I don’t know about you, but these days I find this to be more and more a source of comfort and hope. For it is too much my inclination to try to carry more than I should. No doubt it is the habit of many congregations to, if not put that responsibility on the pastor or church staff intentionally, then to just step back until we too much pick it up out of a deep sense that if we don’t do it (whatever it is) it won’t get done.  More than this, as I look back now on decades of ministry which have included enthusiastically entering new calls and then some years later leaving them, it is wondrous truth to realize that what good has happened  has not ultimately been about me or because of me.  Churches and the larger community too much think of a church as so-and-so’s or to identify all that happens there with a key leader, when really, it has so little to do with us except perhaps insofar as we are open enough to be a conduit to what God is already doing.  For isn’t this so?  If Peter wasn’t enough for Jesus to build a church on, how could you or I possibly be? And that is powerful good news, isn’t it?

So won’t you wonder with me now what it might look like to re-vision the church as not about us, but about God and God’s doing in Jesus?

  • As our foundation being a powerful and simple witness about who Jesus was and is, so easily passed down along from person to person, from generation to generation, regardless of our own very human frailty.
  • As our foundation being how we live out our faith between us — always rooted in forgiveness.
  • And oh, don’t these have the sort of strength that even the most powerful forces we know cannot beat?

Now we are not only tempted to confuse key leaders like Peter as our foundation, it seems to me, although this is huge it seems to me.  I, for one, have often experienced a tinge of despair when the stalwart fade and die or when active church members move away or simply are called to put more energy elsewhere. And yet, somehow the work and the witness continue, if not in the same ways, then in new ways that are meant for the time.

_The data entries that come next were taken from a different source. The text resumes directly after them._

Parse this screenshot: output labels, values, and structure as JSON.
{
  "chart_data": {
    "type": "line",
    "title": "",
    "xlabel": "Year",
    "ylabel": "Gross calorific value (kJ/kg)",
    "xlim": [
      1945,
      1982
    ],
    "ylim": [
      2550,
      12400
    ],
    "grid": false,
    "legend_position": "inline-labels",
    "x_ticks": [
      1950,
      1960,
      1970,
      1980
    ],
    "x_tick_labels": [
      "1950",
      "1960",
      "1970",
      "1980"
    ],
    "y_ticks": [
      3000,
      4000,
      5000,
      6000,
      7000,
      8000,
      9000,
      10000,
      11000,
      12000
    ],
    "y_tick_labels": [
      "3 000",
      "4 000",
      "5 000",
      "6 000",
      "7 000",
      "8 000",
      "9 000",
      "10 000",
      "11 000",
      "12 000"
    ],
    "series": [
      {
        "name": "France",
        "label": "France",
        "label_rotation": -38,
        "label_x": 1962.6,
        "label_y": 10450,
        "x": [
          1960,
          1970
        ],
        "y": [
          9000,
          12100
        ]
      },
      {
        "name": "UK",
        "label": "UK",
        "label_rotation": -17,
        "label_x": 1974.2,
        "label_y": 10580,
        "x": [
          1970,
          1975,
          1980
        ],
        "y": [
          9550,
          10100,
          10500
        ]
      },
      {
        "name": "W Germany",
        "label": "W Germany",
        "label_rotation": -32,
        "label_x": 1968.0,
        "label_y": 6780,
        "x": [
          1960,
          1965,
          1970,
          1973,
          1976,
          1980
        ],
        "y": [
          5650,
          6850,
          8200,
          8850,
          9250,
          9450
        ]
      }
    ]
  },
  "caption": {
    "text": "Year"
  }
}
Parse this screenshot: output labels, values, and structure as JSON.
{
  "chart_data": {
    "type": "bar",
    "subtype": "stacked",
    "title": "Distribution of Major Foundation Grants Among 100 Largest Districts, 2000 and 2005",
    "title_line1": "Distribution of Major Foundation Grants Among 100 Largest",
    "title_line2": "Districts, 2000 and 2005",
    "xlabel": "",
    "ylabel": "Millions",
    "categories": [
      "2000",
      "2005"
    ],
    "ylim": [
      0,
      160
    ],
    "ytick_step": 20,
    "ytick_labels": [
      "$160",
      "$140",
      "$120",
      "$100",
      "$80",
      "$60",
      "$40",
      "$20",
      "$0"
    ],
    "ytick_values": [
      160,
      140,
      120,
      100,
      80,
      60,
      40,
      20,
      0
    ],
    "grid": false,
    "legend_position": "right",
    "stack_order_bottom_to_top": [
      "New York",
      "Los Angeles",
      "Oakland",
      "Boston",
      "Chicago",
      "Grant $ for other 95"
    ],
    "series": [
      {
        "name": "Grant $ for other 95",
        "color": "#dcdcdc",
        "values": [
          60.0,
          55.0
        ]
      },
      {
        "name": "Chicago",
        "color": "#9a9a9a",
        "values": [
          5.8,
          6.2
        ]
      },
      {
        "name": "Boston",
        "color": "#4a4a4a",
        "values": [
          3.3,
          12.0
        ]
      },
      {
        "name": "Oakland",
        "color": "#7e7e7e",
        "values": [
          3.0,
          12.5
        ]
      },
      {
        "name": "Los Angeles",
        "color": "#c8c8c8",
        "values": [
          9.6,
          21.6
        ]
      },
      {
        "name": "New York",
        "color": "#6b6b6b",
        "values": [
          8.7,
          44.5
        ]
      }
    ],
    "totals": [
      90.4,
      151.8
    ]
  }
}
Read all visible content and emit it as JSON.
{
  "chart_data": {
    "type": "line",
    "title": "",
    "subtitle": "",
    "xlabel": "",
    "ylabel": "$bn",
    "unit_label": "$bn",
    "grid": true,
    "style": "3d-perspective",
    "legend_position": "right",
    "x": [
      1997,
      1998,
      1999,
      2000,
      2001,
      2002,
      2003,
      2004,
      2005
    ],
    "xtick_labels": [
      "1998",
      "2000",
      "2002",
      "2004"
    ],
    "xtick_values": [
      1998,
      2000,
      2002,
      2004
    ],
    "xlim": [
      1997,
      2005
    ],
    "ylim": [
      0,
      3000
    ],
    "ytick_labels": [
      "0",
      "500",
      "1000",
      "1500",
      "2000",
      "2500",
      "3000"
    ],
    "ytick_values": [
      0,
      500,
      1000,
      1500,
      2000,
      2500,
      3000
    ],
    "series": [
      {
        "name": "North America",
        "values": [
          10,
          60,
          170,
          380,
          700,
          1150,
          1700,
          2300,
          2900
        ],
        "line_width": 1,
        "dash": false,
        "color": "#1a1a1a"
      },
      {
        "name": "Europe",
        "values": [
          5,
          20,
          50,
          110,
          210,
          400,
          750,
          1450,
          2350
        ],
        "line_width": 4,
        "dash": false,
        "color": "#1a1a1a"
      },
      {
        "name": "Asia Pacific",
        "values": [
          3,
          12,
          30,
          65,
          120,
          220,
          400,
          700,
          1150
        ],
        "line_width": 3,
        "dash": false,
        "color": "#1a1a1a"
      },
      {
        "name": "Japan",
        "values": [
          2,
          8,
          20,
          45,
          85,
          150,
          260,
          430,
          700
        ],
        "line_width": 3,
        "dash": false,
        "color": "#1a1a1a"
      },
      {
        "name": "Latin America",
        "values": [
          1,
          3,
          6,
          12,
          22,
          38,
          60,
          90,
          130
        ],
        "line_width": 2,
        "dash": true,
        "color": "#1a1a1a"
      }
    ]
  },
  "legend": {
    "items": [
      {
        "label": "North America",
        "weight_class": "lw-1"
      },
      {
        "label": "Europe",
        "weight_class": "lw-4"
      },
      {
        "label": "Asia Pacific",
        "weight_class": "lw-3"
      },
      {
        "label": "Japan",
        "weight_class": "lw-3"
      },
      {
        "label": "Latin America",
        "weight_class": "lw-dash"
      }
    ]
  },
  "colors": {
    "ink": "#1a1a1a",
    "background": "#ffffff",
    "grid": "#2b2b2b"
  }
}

But we also rely on tradition, on how things have always been, don’t we.  In my setting, for instance, we are currently in a dilemma about what to do about Sunday School among families for whom the old model no longer seems to work. And about when to gather leaders and how to raise up new ones who are so busy with work and running children to sporting events and on and on.  You name it, it is all in flux now. How much better off might we be led into what’s next if we focused on the foundations Jesus speaks of now: the certainty that Jesus is the Messiah, the Son of the living God and that forgiveness is at the heart of all of it, whatever is next!

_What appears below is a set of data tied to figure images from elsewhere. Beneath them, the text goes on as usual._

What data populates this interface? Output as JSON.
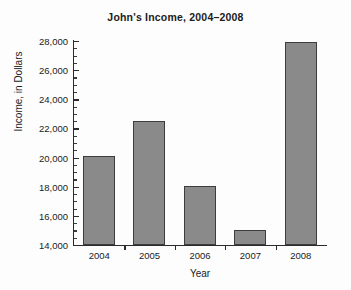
{
  "chart_data": {
    "type": "bar",
    "title": "John's Income, 2004–2008",
    "xlabel": "Year",
    "ylabel": "Income, in Dollars",
    "categories": [
      "2004",
      "2005",
      "2006",
      "2007",
      "2008"
    ],
    "values": [
      20100,
      22500,
      18050,
      15050,
      27900
    ],
    "ylim": [
      14000,
      28000
    ],
    "ytick_labels": [
      "28,000",
      "26,000",
      "24,000",
      "22,000",
      "20,000",
      "18,000",
      "16,000",
      "14,000"
    ],
    "ytick_values": [
      28000,
      26000,
      24000,
      22000,
      20000,
      18000,
      16000,
      14000
    ],
    "ytick_minor_step": 500,
    "grid": false,
    "legend": null,
    "bar_color": "#8a8a8a",
    "bar_edge_color": "#3d3d3d",
    "axis_color": "#2b2b2b",
    "background_color": "#fdfdfd",
    "text_color": "#1b1b1b",
    "series": [
      {
        "name": "Income",
        "values": [
          20100,
          22500,
          18050,
          15050,
          27900
        ]
      }
    ]
  }
}
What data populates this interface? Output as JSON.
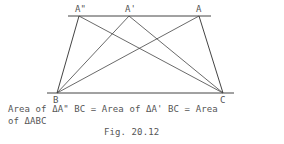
{
  "diagram": {
    "points": {
      "A2": {
        "label": "A\"",
        "x": 79,
        "y": 16
      },
      "A1": {
        "label": "A'",
        "x": 129,
        "y": 16
      },
      "A": {
        "label": "A",
        "x": 199,
        "y": 16
      },
      "B": {
        "label": "B",
        "x": 57,
        "y": 93
      },
      "C": {
        "label": "C",
        "x": 223,
        "y": 93
      }
    },
    "top_line": {
      "x1": 68,
      "x2": 211,
      "y": 16
    },
    "base_line": {
      "x1": 47,
      "x2": 234,
      "y": 93
    },
    "line_color": "#444444"
  },
  "caption": {
    "line1": "Area of ΔA\" BC = Area of ΔA' BC = Area",
    "line2": "of ΔABC",
    "figure": "Fig. 20.12"
  }
}
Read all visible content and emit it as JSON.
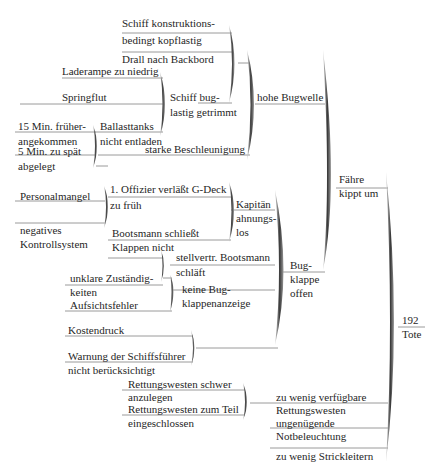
{
  "diagram": {
    "type": "cause-effect-tree",
    "root": "192 Tote",
    "nodes": {
      "n1": "Schiff konstruktions-",
      "n1b": "bedingt kopflastig",
      "n2": "Drall nach Backbord",
      "n3": "Laderampe zu niedrig",
      "n4": "Springflut",
      "n5a": "Schiff bug-",
      "n5b": "lastig getrimmt",
      "n6a": "15 Min. früher-",
      "n6b": "angekommen",
      "n7a": "5 Min. zu spät",
      "n7b": "abgelegt",
      "n8a": "Ballasttanks",
      "n8b": "nicht entladen",
      "n9": "starke Beschleunigung",
      "n10": "hohe Bugwelle",
      "n11": "Personalmangel",
      "n12a": "1. Offizier verläßt G-Deck",
      "n12b": "zu früh",
      "n13a": "negatives",
      "n13b": "Kontrollsystem",
      "n14a": "Bootsmann schließt",
      "n14b": "Klappen nicht",
      "n15a": "Kapitän",
      "n15b": "ahnungs-",
      "n15c": "los",
      "n16a": "stellvertr. Bootsmann",
      "n16b": "schläft",
      "n17a": "unklare Zuständig-",
      "n17b": "keiten",
      "n18": "Aufsichtsfehler",
      "n19a": "keine Bug-",
      "n19b": "klappenanzeige",
      "n20a": "Bug-",
      "n20b": "klappe",
      "n20c": "offen",
      "n21": "Kostendruck",
      "n22a": "Warnung der Schiffsführer",
      "n22b": "nicht berücksichtigt",
      "n23a": "Fähre",
      "n23b": "kippt um",
      "n24a": "Rettungswesten schwer",
      "n24b": "anzulegen",
      "n25a": "Rettungswesten zum Teil",
      "n25b": "eingeschlossen",
      "n26a": "zu wenig verfügbare",
      "n26b": "Rettungswesten",
      "n27a": "ungenügende",
      "n27b": "Notbeleuchtung",
      "n28": "zu wenig Strickleitern",
      "root_a": "192",
      "root_b": "Tote"
    },
    "colors": {
      "line": "#9a9a9a",
      "brace_dark": "#2a2a2a",
      "brace_light": "#bdbdbd",
      "text": "#262626"
    }
  }
}
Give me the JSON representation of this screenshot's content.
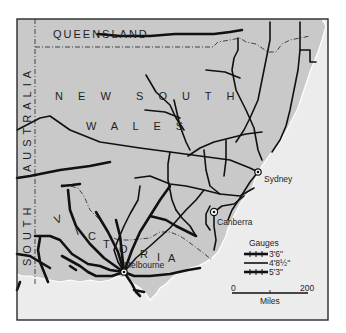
{
  "map": {
    "title": "Railway gauges of south-eastern Australia",
    "regions": {
      "queensland": "QUEENSLAND",
      "nsw_line1": "N E W",
      "nsw_line2": "S O U T H",
      "nsw_line3": "W A L E S",
      "victoria_v": "V",
      "victoria_i": "I",
      "victoria_c": "C",
      "victoria_t": "T",
      "victoria_o": "O",
      "victoria_r": "R",
      "victoria_i2": "I",
      "victoria_a": "A",
      "south_australia_1": "AUSTRALIA",
      "south_australia_2": "SOUTH"
    },
    "cities": [
      {
        "name": "Sydney"
      },
      {
        "name": "Canberra"
      },
      {
        "name": "Melbourne"
      }
    ],
    "legend": {
      "title": "Gauges",
      "items": [
        {
          "label": "3'6\"",
          "style": "thick-barred"
        },
        {
          "label": "4'8½\"",
          "style": "thin"
        },
        {
          "label": "5'3\"",
          "style": "thick-barred"
        }
      ]
    },
    "scale": {
      "start": "0",
      "end": "200",
      "unit": "Miles"
    },
    "colors": {
      "land": "#c9c9c9",
      "sea": "#ececec",
      "outer": "#ffffff",
      "rail": "#111111",
      "frame": "#2a2a2a"
    }
  }
}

Indeed, you and I live and serve in a time when it can feel like all of our foundations are shifting.  And indeed, they are, if we forget what that foundation actually is.

And so, what might it look like for you and me and for our congregations to simply and consistently return to the truth of Who and what our foundation actually is and has been all along?

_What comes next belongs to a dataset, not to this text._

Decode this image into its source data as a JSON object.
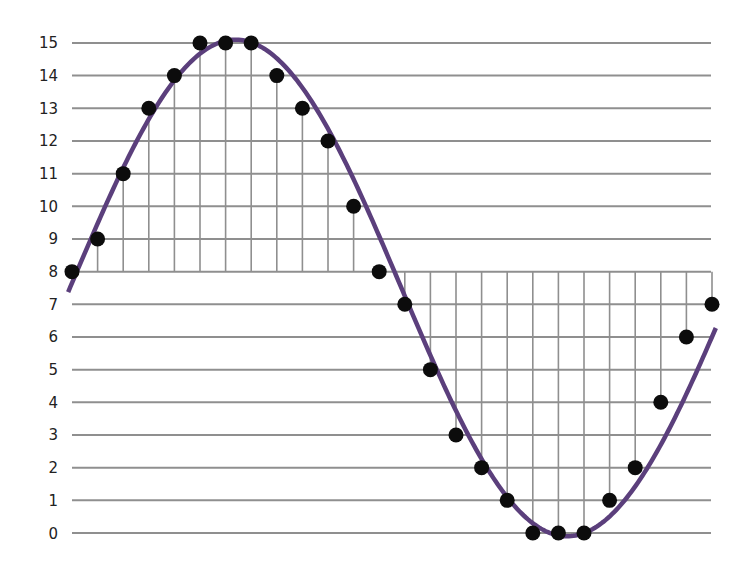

Not anyone as human as Peter or you or me or the best leader your congregation can remember.

Not the traditions which seemed to serve so well those generations before us, but are faltering now.

No, not even the way we did things a few short years ago.

So again, I wonder now:

  • What would it look like if we simply lived deep into the promise laden in this week’s Gospel?
  • What if we considered again who and what our true foundation actually is?
  • How might we be called to live and serve together in new ways?
  • What unnecessary burdens might be lifted if we did so?
  • Indeed, what new things might we then see God doing among us if we just began here?